Perhaps I’m the only one feeling this way. If so, perhaps comments to this blog will make it clear.
More and more I’m feeling deserted in the SDA church. I mean, I know our numbers are increasing. The church that I belonged to as a child barely had more than 1 million members worldwide. These days I’m hearing estimates as high as 30 million– and no doubt it will soon be more.
But it seems there are fewer and fewer Adventists I can relate to. On the one hand, there are the group I will call the Traditionalists. Like all labels, it is not 100% accurate concerning any single person, but quite descriptive of the group.
These people generally believe in the verbal inspiration of Ellen White, the King James Bible (only), and whatever else they believe to belong to the Faith of the Pioneers. As I’ve indicated in earlier blogs, their notion of what the church “has always been” usually goes back to some time in their own youth or childhood, and often bears little or no resemblance to actual church history.
I sympathize with these people. I was one of these people. But for a number of reasons, I am no longer.
My understanding of inspiration is quite different than theirs, and reading Adventist history has persuaded me that we are a movement, that we have continued to grow and learn, and that we shall continue to through all eternity.That’s what I believe, and hope: Heaven will be boring if there’s nothing left to learn.
Many of the Traditionalists find change threatening–as we all do– and don’t want to let go of anything.
On the other side of the continuum I see the a group who focus not on Tradition, but on Compassion.
Many in the Compassion group, finding the inevitable legalism of Traditionalists unacceptable, have become the mirror image. Whatever is traditional is suspect, at best, evil at worst.
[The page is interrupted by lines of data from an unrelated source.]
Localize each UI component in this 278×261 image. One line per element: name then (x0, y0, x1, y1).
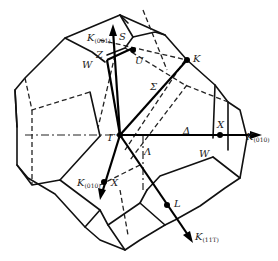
label-delta: Δ (182, 125, 190, 136)
arrow-head-k001 (109, 24, 117, 36)
label-sigma: Σ (149, 81, 158, 92)
label-x-front: X (110, 177, 119, 188)
label-x-right: X (216, 119, 225, 130)
label-k010-right: K(010) (245, 131, 270, 143)
point-k (184, 57, 190, 63)
label-w-top: W (82, 59, 93, 70)
label-l: L (173, 198, 181, 209)
point-l (164, 202, 170, 208)
point-x-front (101, 179, 107, 185)
label-k: K (192, 53, 201, 64)
arrow-head-k010-front (98, 188, 106, 200)
label-lambda: Λ (143, 146, 151, 157)
brillouin-zone-diagram: Γ Δ Σ Λ X X K L U W W Z S K(001) K(010) … (0, 0, 278, 261)
label-k010-front: K(010) (76, 177, 101, 189)
point-x-right (217, 132, 223, 138)
arrow-head-k11-1 (183, 231, 193, 243)
label-u: U (135, 55, 144, 66)
point-gamma (117, 132, 123, 138)
label-gamma: Γ (107, 132, 116, 143)
label-w-right: W (199, 148, 210, 159)
label-k001: K(001) (86, 32, 111, 44)
label-s: S (119, 31, 126, 42)
arrows (98, 24, 262, 243)
label-z: Z (95, 49, 104, 60)
hidden-edges (25, 10, 228, 235)
point-u (130, 47, 136, 53)
label-k11-1: K(11T) (194, 231, 219, 243)
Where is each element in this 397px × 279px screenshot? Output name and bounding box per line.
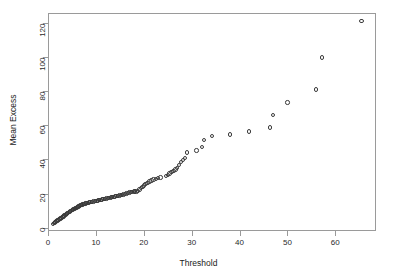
x-axis-tick-label: 10 bbox=[81, 238, 111, 247]
y-axis-tick-label: 120 bbox=[38, 23, 47, 63]
data-point bbox=[183, 156, 187, 160]
mean-excess-plot-figure: 020406080100120 0102030405060 Mean Exces… bbox=[0, 0, 397, 279]
x-axis-tick-label: 0 bbox=[33, 238, 63, 247]
scatter-data-layer bbox=[48, 13, 376, 231]
x-axis-tick bbox=[240, 231, 241, 236]
x-axis-tick-label: 50 bbox=[272, 238, 302, 247]
data-point bbox=[228, 132, 232, 136]
data-point bbox=[194, 148, 198, 152]
x-axis-tick bbox=[335, 231, 336, 236]
x-axis-tick-label: 60 bbox=[320, 238, 350, 247]
y-axis-tick-label: 20 bbox=[38, 194, 47, 234]
x-axis-tick bbox=[144, 231, 145, 236]
data-point bbox=[247, 129, 251, 133]
x-axis-tick-label: 30 bbox=[177, 238, 207, 247]
y-axis-title: Mean Excess bbox=[6, 60, 20, 180]
data-point bbox=[210, 134, 214, 138]
data-point bbox=[320, 55, 324, 59]
data-point bbox=[285, 100, 289, 104]
data-point bbox=[202, 138, 206, 142]
x-axis-tick-label: 20 bbox=[129, 238, 159, 247]
x-axis-tick bbox=[96, 231, 97, 236]
data-point bbox=[158, 175, 162, 179]
y-axis-title-text: Mean Excess bbox=[8, 94, 18, 145]
x-axis-tick bbox=[287, 231, 288, 236]
x-axis-tick bbox=[192, 231, 193, 236]
x-axis-tick-label: 40 bbox=[225, 238, 255, 247]
data-point bbox=[359, 19, 363, 23]
data-point bbox=[314, 87, 318, 91]
data-point bbox=[185, 150, 189, 154]
data-point bbox=[268, 125, 272, 129]
data-point bbox=[200, 145, 204, 149]
data-point bbox=[271, 113, 275, 117]
x-axis-title: Threshold bbox=[0, 258, 397, 268]
x-axis-tick bbox=[48, 231, 49, 236]
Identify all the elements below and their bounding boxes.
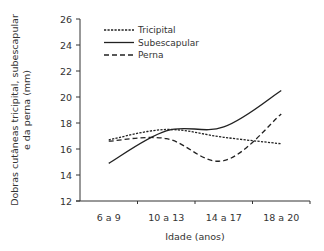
y-axis-title-line: e da perna (mm) <box>21 70 32 150</box>
y-axis-title-line: Dobras cutâneas tricipital, subescapular <box>9 14 20 206</box>
y-tick-label: 12 <box>60 196 72 207</box>
x-tick-label: 18 a 20 <box>263 212 299 223</box>
y-tick-label: 18 <box>60 118 72 129</box>
y-tick-label: 20 <box>60 92 72 103</box>
line-chart: 1214161820222426 6 a 910 a 1314 a 1718 a… <box>0 0 324 251</box>
y-tick-label: 22 <box>60 66 72 77</box>
x-tick-label: 10 a 13 <box>148 212 184 223</box>
y-tick-label: 26 <box>60 14 72 25</box>
y-tick-label: 24 <box>60 40 72 51</box>
legend-label: Subescapular <box>138 38 199 48</box>
y-tick-label: 16 <box>60 144 72 155</box>
x-tick-label: 6 a 9 <box>97 212 121 223</box>
x-tick-label: 14 a 17 <box>206 212 242 223</box>
legend-label: Tricipital <box>137 25 176 35</box>
x-axis-title: Idade (anos) <box>165 231 225 242</box>
series-lines <box>109 91 282 164</box>
series-tricipital <box>109 129 282 143</box>
legend: TricipitalSubescapularPerna <box>104 25 199 60</box>
legend-label: Perna <box>138 50 163 60</box>
series-perna <box>109 114 282 161</box>
y-tick-label: 14 <box>60 170 72 181</box>
x-axis: 6 a 910 a 1314 a 1718 a 20 <box>76 201 310 223</box>
y-axis: 1214161820222426 <box>60 14 80 207</box>
y-axis-title: Dobras cutâneas tricipital, subescapular… <box>9 14 32 206</box>
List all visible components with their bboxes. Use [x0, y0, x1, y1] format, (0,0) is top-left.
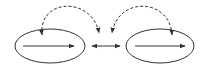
right-dashed-arc [112, 6, 172, 35]
left-dashed-arc [42, 6, 99, 35]
diagram-canvas [0, 0, 205, 69]
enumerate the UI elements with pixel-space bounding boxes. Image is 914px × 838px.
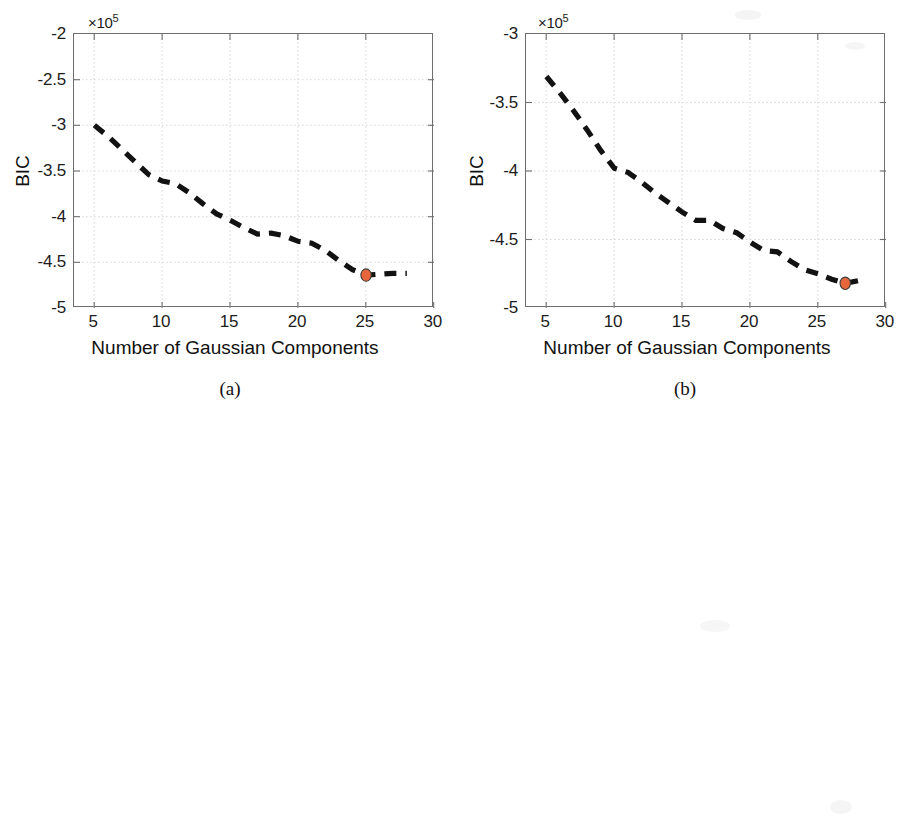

Instead of verbal inspiration, maybe it’s just fallible humans struggling to express their spiritual enlightenment. Instead of seeing sin in fellow church members who compromise standards, we see sin in church members who mention standards of any kind. The problem with the world isn’t sin, it’s a lack of understanding. If Traditionalists were Republicans, Compassionates are Democrats. Traditionalists insist on marriage being one man/one woman; Compassionates support ‘marriage equality.’
One group insists the world was created in six literal days six thousand years ago. The other group thinks the whole account is metaphorical, that creation was a process lasting millions of years.
Both of these groups are growing rapidly, though for different reasons, and both of them are highly vocal.
My problem is I don’t align very well with either side. On issue after issue I find myself–somewhere else. In most–not all, but most– cases, the issues which energize each side of the debate leave me cold.Both positions seem at some points irrational and reductionist.
To complicate matters further, both sides tend to see anyone who does not share all of their positions exactly, as being on the other side. It’s “He who is not for us, 100% all the way, is against us.”
In future posts, I hope to take up many of these questions. I also welcome questions from readers. I’m willing to explain how I see things–if it’s wanted.What I don’t want to do is add more gasoline to the Molotov cocktail- throwing of both extremes.
I believe there must be others who feel as I do, but are frankly intimidated into silence by both the Traditionalist Pharisees and the Compassion Pharisees. If that’s true, perhaps we can share and grow together.
Any way, that’s why I’m an increasingly lonely SDA.